Such a one is sometimes, though seldom, met in real life. But many pretenders may be encountered at Monte Carlo and other European resorts. They range from the Parisian cocotte, signalized by her chic apparel, to the fashionable divorcée who in trying her luck at the tables keeps a sharp lookout for the elderly gent with the wad, often fooled by the enterprising sport who has been there before.
These are out and out professional adventuresses. There are other adventuresses, however, than those of the story and the stage, the casino and the cabaret. The woman with the past becomes the girl with the future.
Curiously enough this latter is mainly, almost exclusively, recruited from our countrywomen, who to an abnormal passion for foreign titles join surpassing ignorance of foreign society. Thus she is ready to the hand of the Continental fortune seeker masquerading as a nobleman--occasionally but not often the black sheep of some noble family--carrying not a bona fide but a courtesy title--the count and the no-account, the lord and the Lord knows who! The Yankee girl with a dot had become before the world war a regular quarry for impecunious aristocrats and clever crooks, the matrimonial results tragic in their frequency and squalor.

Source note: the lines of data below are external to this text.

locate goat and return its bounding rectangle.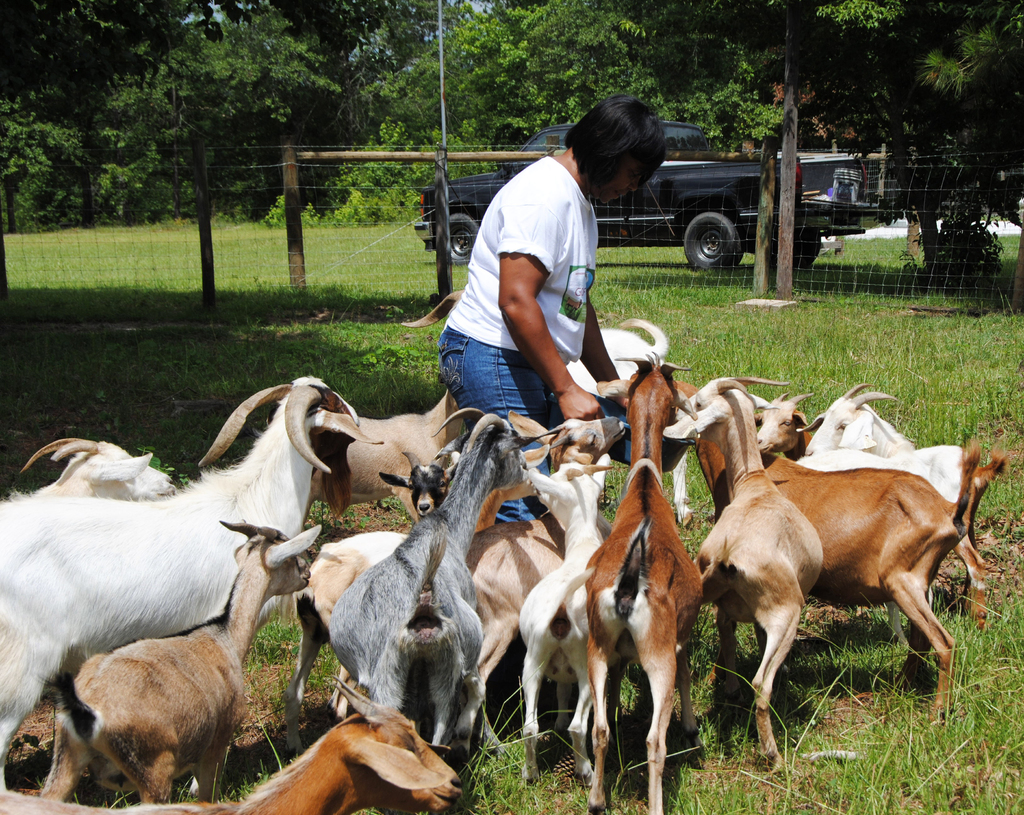
(677,378,826,768).
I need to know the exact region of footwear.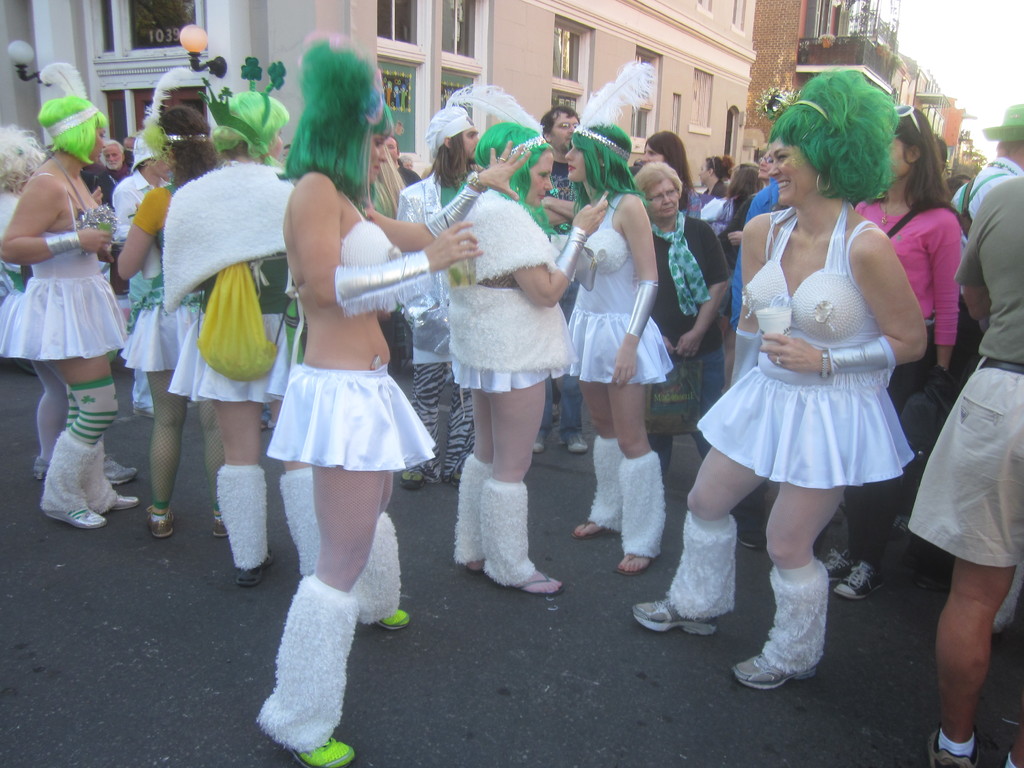
Region: [left=231, top=550, right=273, bottom=582].
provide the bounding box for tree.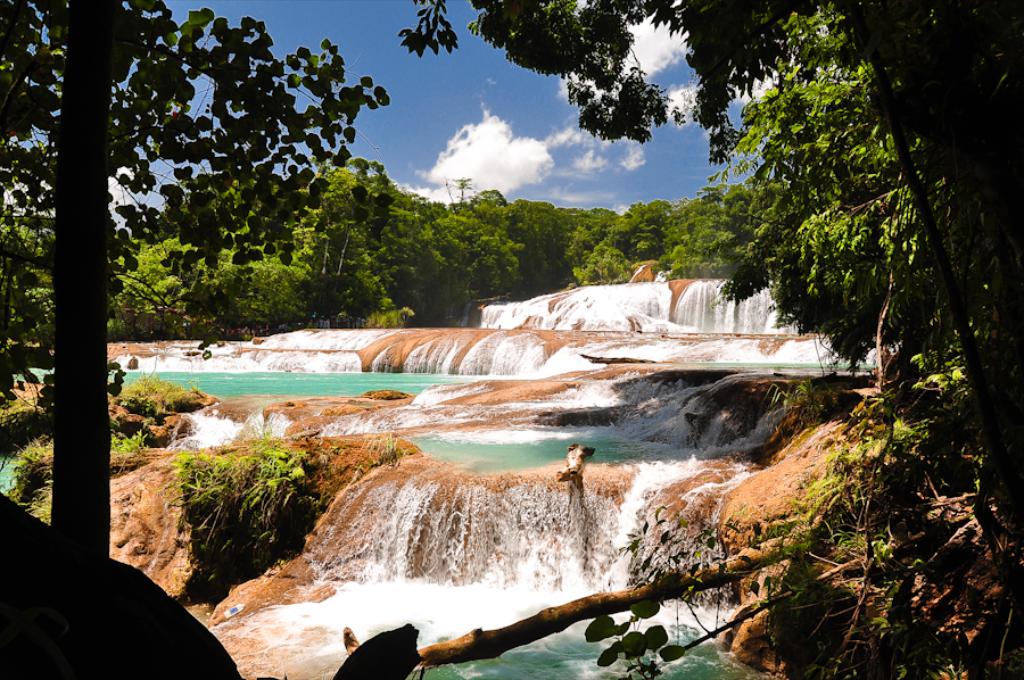
bbox(0, 0, 407, 548).
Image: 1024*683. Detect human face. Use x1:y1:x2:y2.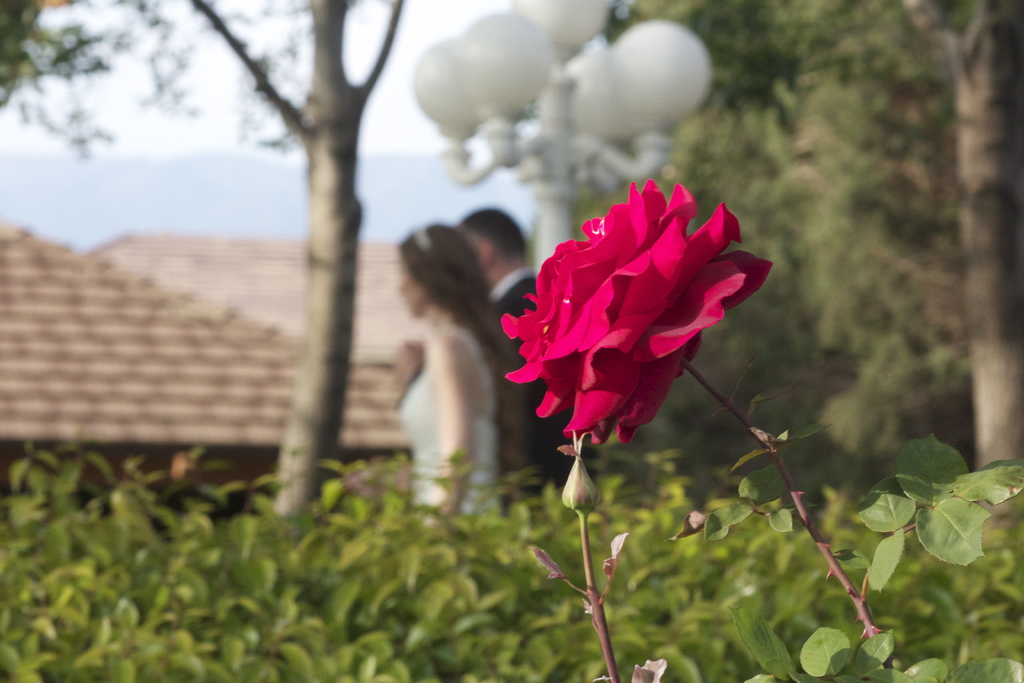
461:231:476:279.
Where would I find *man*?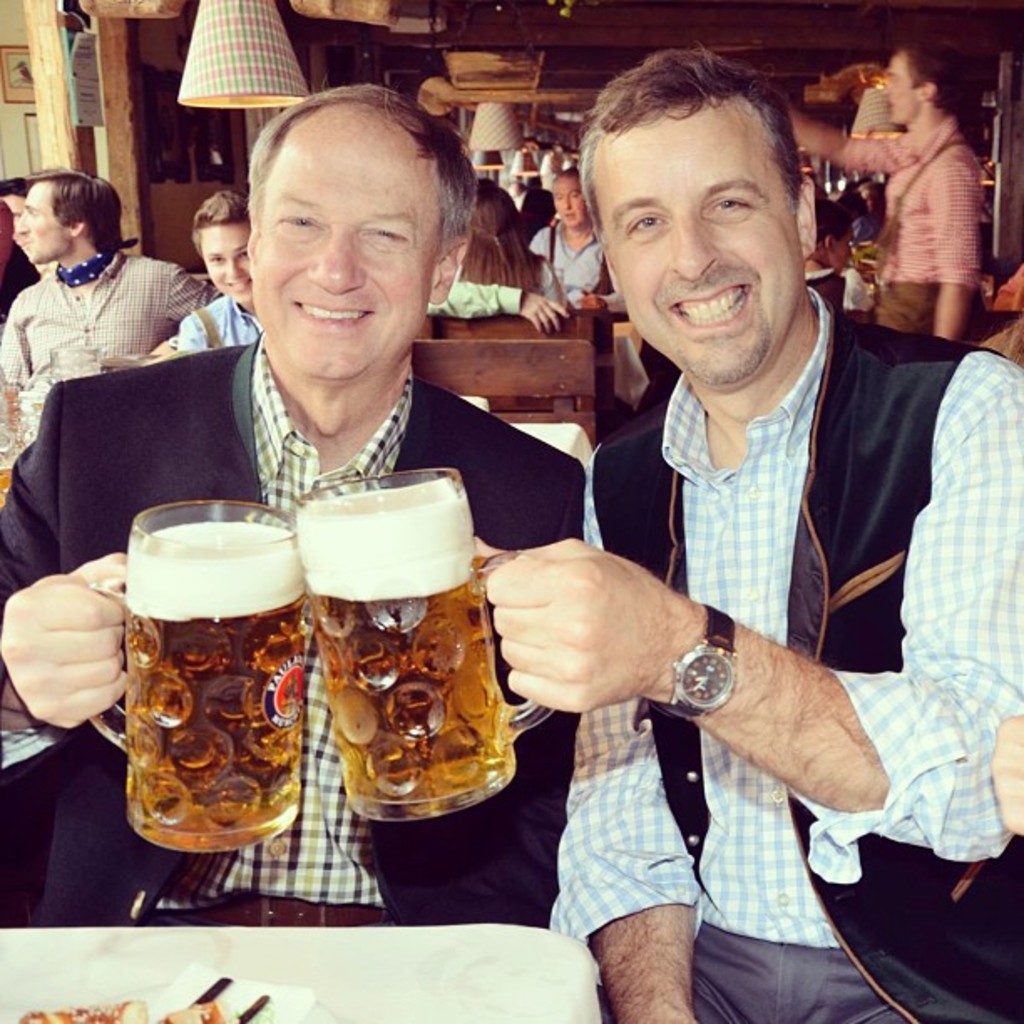
At [left=0, top=181, right=50, bottom=276].
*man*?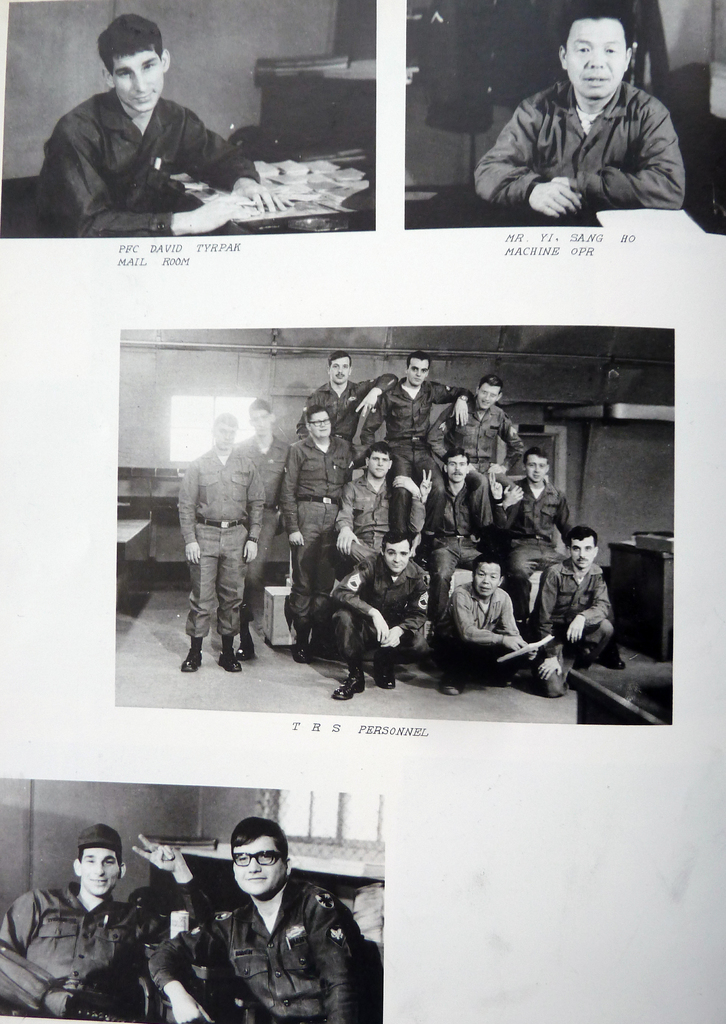
box=[165, 404, 251, 673]
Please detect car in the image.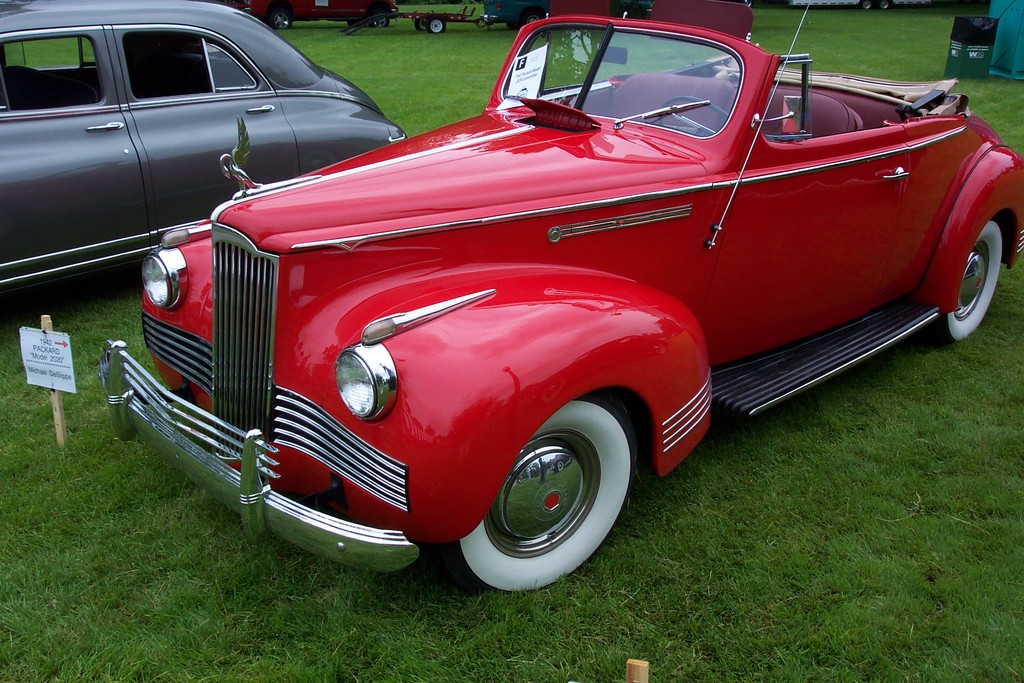
rect(111, 22, 1012, 580).
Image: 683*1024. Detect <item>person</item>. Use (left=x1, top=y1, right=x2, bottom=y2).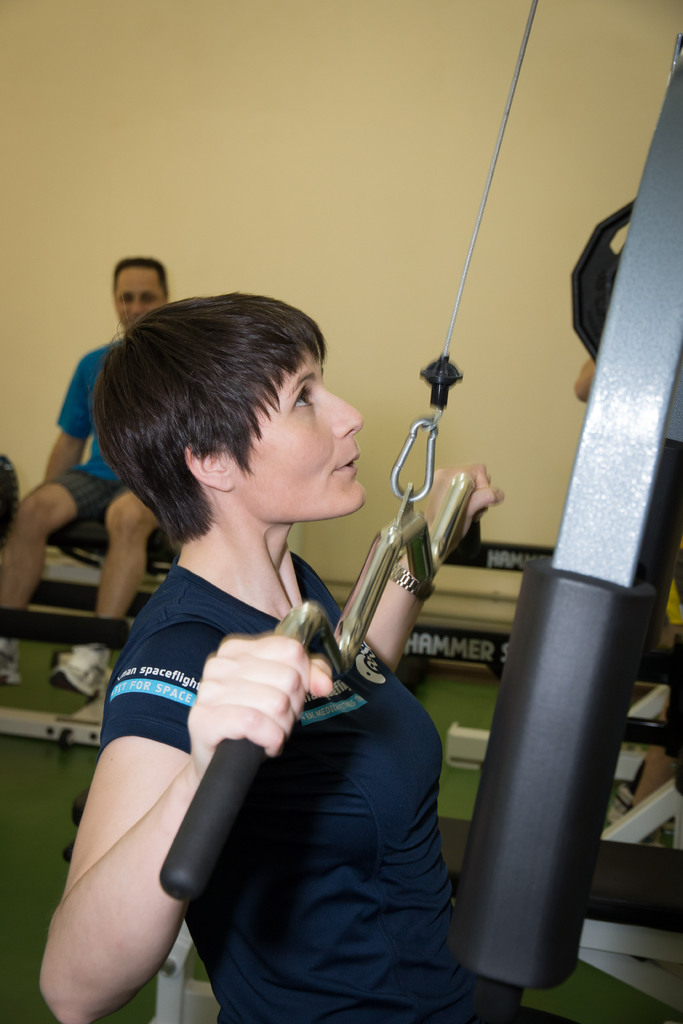
(left=0, top=258, right=165, bottom=703).
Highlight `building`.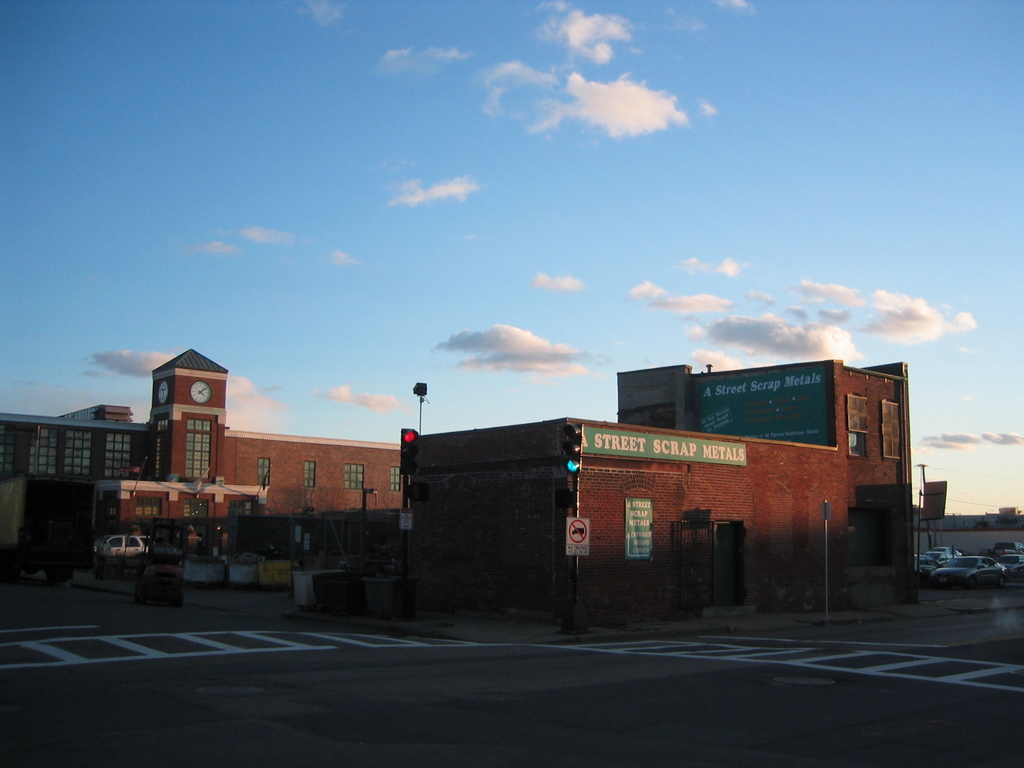
Highlighted region: bbox(0, 335, 412, 596).
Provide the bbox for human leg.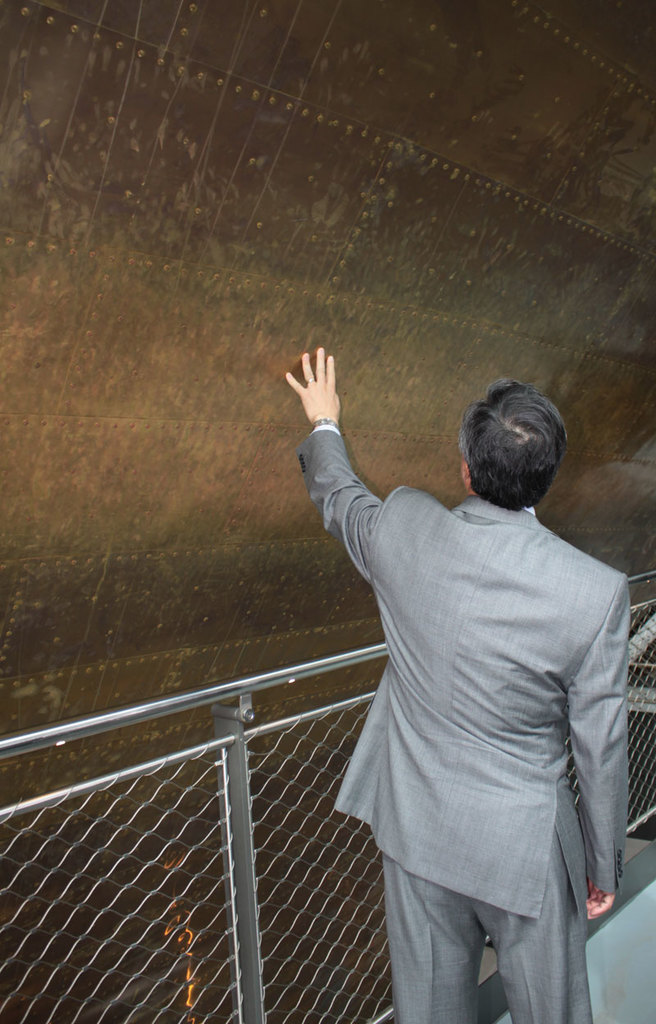
bbox=(385, 853, 483, 1019).
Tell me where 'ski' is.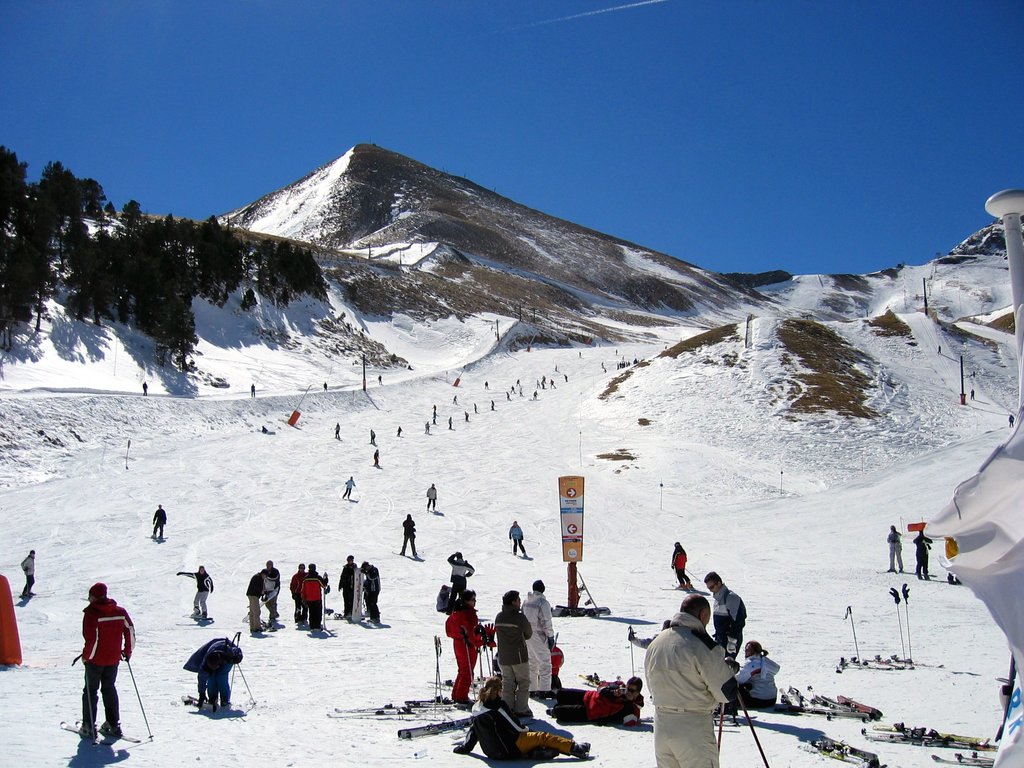
'ski' is at <box>177,690,239,724</box>.
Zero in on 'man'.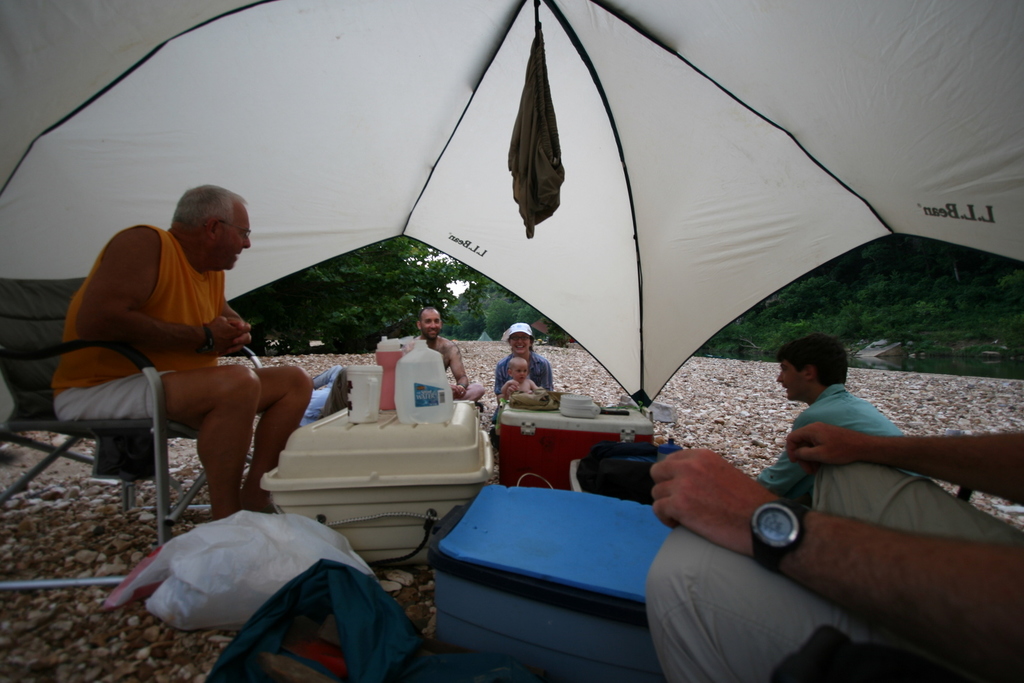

Another curious circumstance is the readiness with which the American newspaper tumbles to these frauds. The yellow press especially luxuriates in them; woodcuts the callow bedizened bride, the jaded game-worn groom; dilates upon the big money interchanged; glows over the tin-plate stars and imaginary garters and pinchbeck crowns; and keeping the pictorial paraphernalia in cold but not forgotten storage waits for the inevitable scandal, and then, with lavish exaggeration, works the old story over again.
These newspapers ring all the sensational changes. Now it is the wondrous beauty with the cool million, who, having married some illegitimate of a minor royal house, will probably be the next Queen of Rigmarolia, and now--ever increasing the dose--it is the ten-million-dollar widow who is going to marry the King of Pontarabia's brother, and may thus aspire to be one day Empress of Sahara.
Old European travelers can recall many funny and sometimes melancholy incidents--episodes--histories--of which they have witnessed the beginning and the end, carrying the self-same dénouement and lesson.
IV
As there are women and women there are many kinds of adventuresses; not all of them wicked and detestable. But, good or bad, the lot of the adventuress is at best a hard lot. Be she a girl with a future or a woman with a past she is still a woman, and the world can never be too kind to its women--the child bearers, the home makers, the moral light of the universe as they meet the purpose of God and Nature and seek not to thwart it by unsexing themselves in order that they may keep step with man in ways of self-indulgent dalliance. The adventuress of fiction always comes to grief. But the adventuress in real life--the prudent adventuress who draws the line at adultery--the would-be leader of society without the wealth--the would-be political leader without the masculine fiber--is sure of disappointment in the end.
Take the agitation over Suffragism. What is it that the woman suffragette expects to get? No one of them can, or does, clearly tell us.
It is feminism, rather than suffragism, which is dangerous. Now that they have it, my fear is that the leaders will not stop with the ballot for women. They are too fond of the spotlight. It has become a necessity for them. If all women should fall in with them there would be nothing of womanhood left, and the world bereft of its women will become a masculine harlotocracy.